Contributors’ Notes

Jaimy Gordon’s fourth novel, Lord of Misrule, won the National Book Award for Fiction in 2010, and was a Finalist for the PEN/Faulkner Award; it also won the Tony Ryan Award for the year’s best book about horse racing. Gordon’s previous novels include Bogeywoman, a Los Angeles Times Best Book for 2000, and She Drove Without Stopping, which brought her an Academy-Institute Award from the American Institute of Arts and Letters. She also translates from the German, especially the fiction of Maria Beig. A long-time member of the Writing Committee of the Fine Arts Work Center in Provincetown, she is on the permanent faculty of the Prague Summer Program for Writers.

John Myers is a social worker. He grew up in the Endless Mountains and lives in Tucson. He has work forthcoming in H_NGM_N, inter|rupture, Animal Shelter, and nin. He’s the founding editor of C. He disguises http://www.ineffectualeffigy.tumblr.com.

JoAnna Novak is the author of Something Real (dancing girl press), a sequence of flash fictions. A Pushcart Prize nominee, she holds an M.F.A. in fiction from Washington University and an M.F.A. in poetry from UMass-Amherst. Her writing has appeared in journals such as Black Warrior Review, DIAGRAM, Web Conjunctions, Alice Blue Review, and Octopus among othersShe lives in Massachusetts.

Laura Page is a recent graduate of Southern Oregon University, where she studied Literature and Sociology and was awarded her program’s Herman Schmeling Award for Non-Fiction Writing in 2011. She is an avid reader and writer of poetry and an occasional contributor at The Review Review, where she puts her love of literary theory and criticism to use. Laura’s work has appeared in Decades Review, The Magill Review, and The Fredericksburg Literary Review.
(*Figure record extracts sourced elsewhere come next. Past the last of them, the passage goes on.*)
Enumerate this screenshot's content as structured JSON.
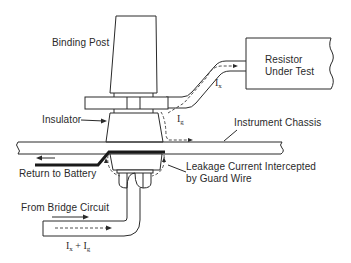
{
  "diagram": {
    "labels": {
      "binding_post": "Binding Post",
      "resistor": "Resistor\nUnder Test",
      "resistor_line1": "Resistor",
      "resistor_line2": "Under Test",
      "insulator": "Insulator",
      "instrument_chassis": "Instrument Chassis",
      "return_to_battery": "Return to Battery",
      "leakage_line1": "Leakage Current Intercepted",
      "leakage_line2": "by Guard Wire",
      "from_bridge": "From Bridge Circuit"
    },
    "symbols": {
      "ix_base": "I",
      "ix_sub": "x",
      "ig_base": "I",
      "ig_sub": "g",
      "sum_ix_base": "I",
      "sum_ix_sub": "x",
      "sum_plus": "+",
      "sum_ig_base": "I",
      "sum_ig_sub": "g"
    },
    "colors": {
      "line": "#2a2a2a",
      "background": "#ffffff"
    }
  }
}
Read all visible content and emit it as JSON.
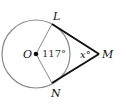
{
  "diagram": {
    "points": {
      "O": "O",
      "L": "L",
      "M": "M",
      "N": "N"
    },
    "angles": {
      "central": "117°",
      "external": "x°"
    },
    "colors": {
      "circle": "#8a8a8a",
      "tangent": "#111111",
      "radius": "#8a8a8a"
    }
  }
}
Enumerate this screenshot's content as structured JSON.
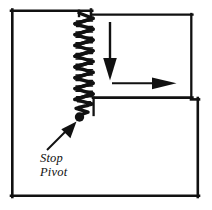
{
  "figure": {
    "name": "stop-pivot-mechanism-diagram",
    "type": "line-diagram",
    "background_color": "#ffffff",
    "stroke_color": "#111111",
    "labels": {
      "stop": "Stop",
      "pivot": "Pivot"
    },
    "icons": {
      "spring": "spring-coil-icon",
      "pivot_dot": "pivot-dot-icon",
      "down_arrow": "down-arrow-icon",
      "right-arrow": "right-arrow-icon",
      "callout_arrow": "callout-arrow-icon"
    },
    "geometry": {
      "outer_frame": {
        "x": 11,
        "y": 9,
        "width": 188,
        "height": 189,
        "stroke_width": 2.6
      },
      "upper_left_block": {
        "x": 11,
        "y": 9,
        "right": 91,
        "bottom": 198
      },
      "upper_right_block": {
        "x": 93,
        "y": 14,
        "right": 192,
        "bottom": 98
      },
      "lower_right_block": {
        "x": 93,
        "y": 98,
        "right": 199,
        "bottom": 198
      },
      "spring": {
        "x_left": 73,
        "x_right": 95,
        "y_top": 14,
        "y_bottom": 113,
        "coils": 22
      },
      "pivot_dot": {
        "cx": 80,
        "cy": 117,
        "r": 4.6
      },
      "down_arrow": {
        "x": 110,
        "y_start": 22,
        "y_end": 79
      },
      "right_arrow": {
        "y": 83,
        "x_start": 112,
        "x_end": 176
      },
      "callout_arrow": {
        "x_start": 47,
        "y_start": 149,
        "x_end": 74,
        "y_end": 122
      },
      "text_block": {
        "x": 40,
        "y_stop": 161,
        "y_pivot": 175
      }
    }
  }
}
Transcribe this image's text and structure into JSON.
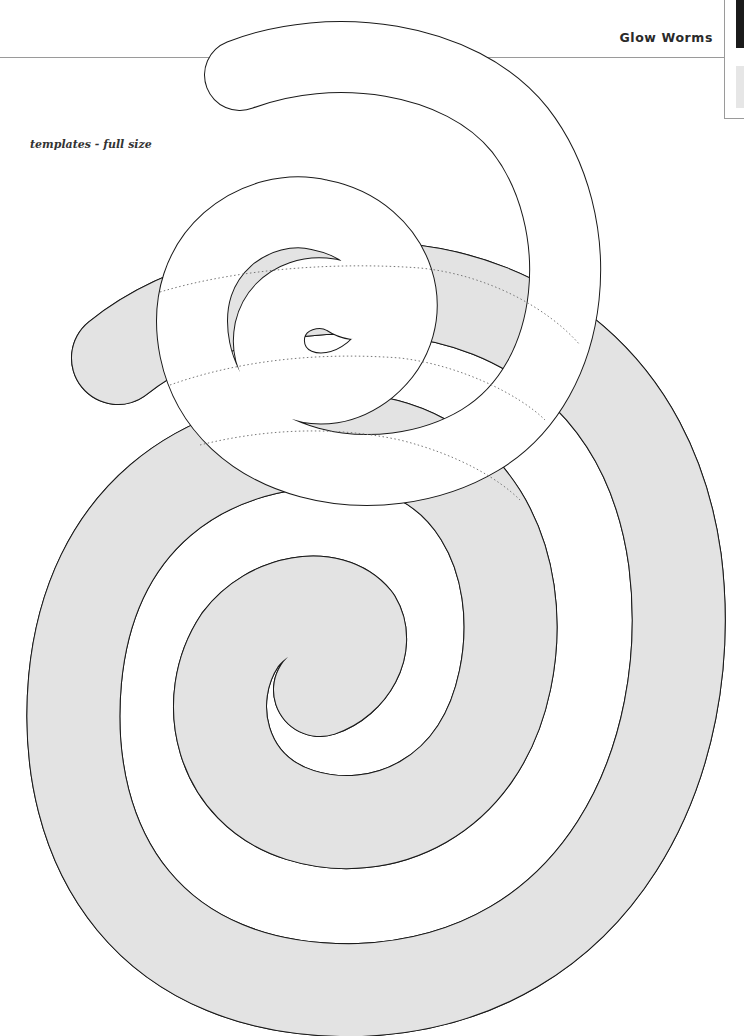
{
  "header": {
    "title": "Glow Worms"
  },
  "page": {
    "subtitle": "templates - full size"
  },
  "figure": {
    "shapes": [
      {
        "name": "gray-spiral",
        "fill": "#e3e3e3",
        "outline": "#1a1a1a"
      },
      {
        "name": "white-spiral",
        "fill": "#ffffff",
        "outline": "#1a1a1a"
      }
    ],
    "guide_line_style": "dotted",
    "guide_line_color": "#777777"
  },
  "colors": {
    "background": "#ffffff",
    "gray_fill": "#e3e3e3",
    "outline": "#1a1a1a",
    "rule": "#9a9a9a",
    "tab_dark": "#1a1a1a",
    "tab_light": "#e6e6e6"
  }
}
She hopes to complete work on a larger body of poetry within the next year.

F. Daniel Rzicznek’s collections and chapbooks of poetry include Vine River Hermitage, Divination Machine, Neck of the World, and Cloud Tablets. He is also co-editor of The Rose Metal Press Field Guide to Prose Poetry: Contemporary Poets in Discussion and Practice (Rose Metal Press). He teaches writing at Bowling Green State University.

Nat Sufrin is based in Chicago. His writing has appeared in TriQuarterly, RHINO, Swarthmore Literary Review, The Death and Life of American Cities, and in a video series from Modo de Usar & Co (Brazil). New work is forthcoming in DIALOGIST.

Sidney Thompson is the author of the short story collection Sideshow.  His fiction has appeared or is forthcoming in such literary journals as the The Southern Review, Carolina Quarterly, Prick of the Spindle, Grey Sparrow Journal, Ragazine.CC, Danse Macabre, Ostrich Review, Clapboard House, Flash: The International Short-Short Story Magazine, NANO Fiction, and theNewerYork’s Electric Encyclopedia of Experimental Literature.  He lives in Denton, Texas, where he teaches creative writing at Texas Woman’s University.

Kem Joy Ukwu’s fiction has appeared in Blue Lake Review, Carve Magazine, and Blackberry: A Magazine and is forthcoming in [PANK] and Jabberwock Review. “Speakers & Headphones” was selected as a Top-25 finalist for Glimmer Train’s June 2012 Fiction Open Contest. She earned her bachelor’s degree from Brandeis University and her master’s degree from Teachers College, Columbia University. She currently lives with her husband in New Jersey.

Seneca Weintraut is currently an M.F.A. candidate in the Painting department at Temple University’s Tyler School of Art. He is originally from Mt. Vernon, Indiana, received his B.F.A. from Ball State University, attended Pratt Institute as an M.F.A. candidate and completed Skowhegan School of Painting and Sculpture residency  in August of this year.

Cindy Zelman is a graduate of the Solstice MFA Program in Creative Writing. Her chapbook, What’s in a Butch’s Purse and other humorous essays, is forthcoming in 2014 from Winged City Chapbook Press. Her creative nonfiction has been published in numerous journals including Connotation Press: An Online Artifact, Feminist Studies, The Huffington Post, and Cobalt Review. To read her blog and to see a list of her publications, see www.cindyzelman.com.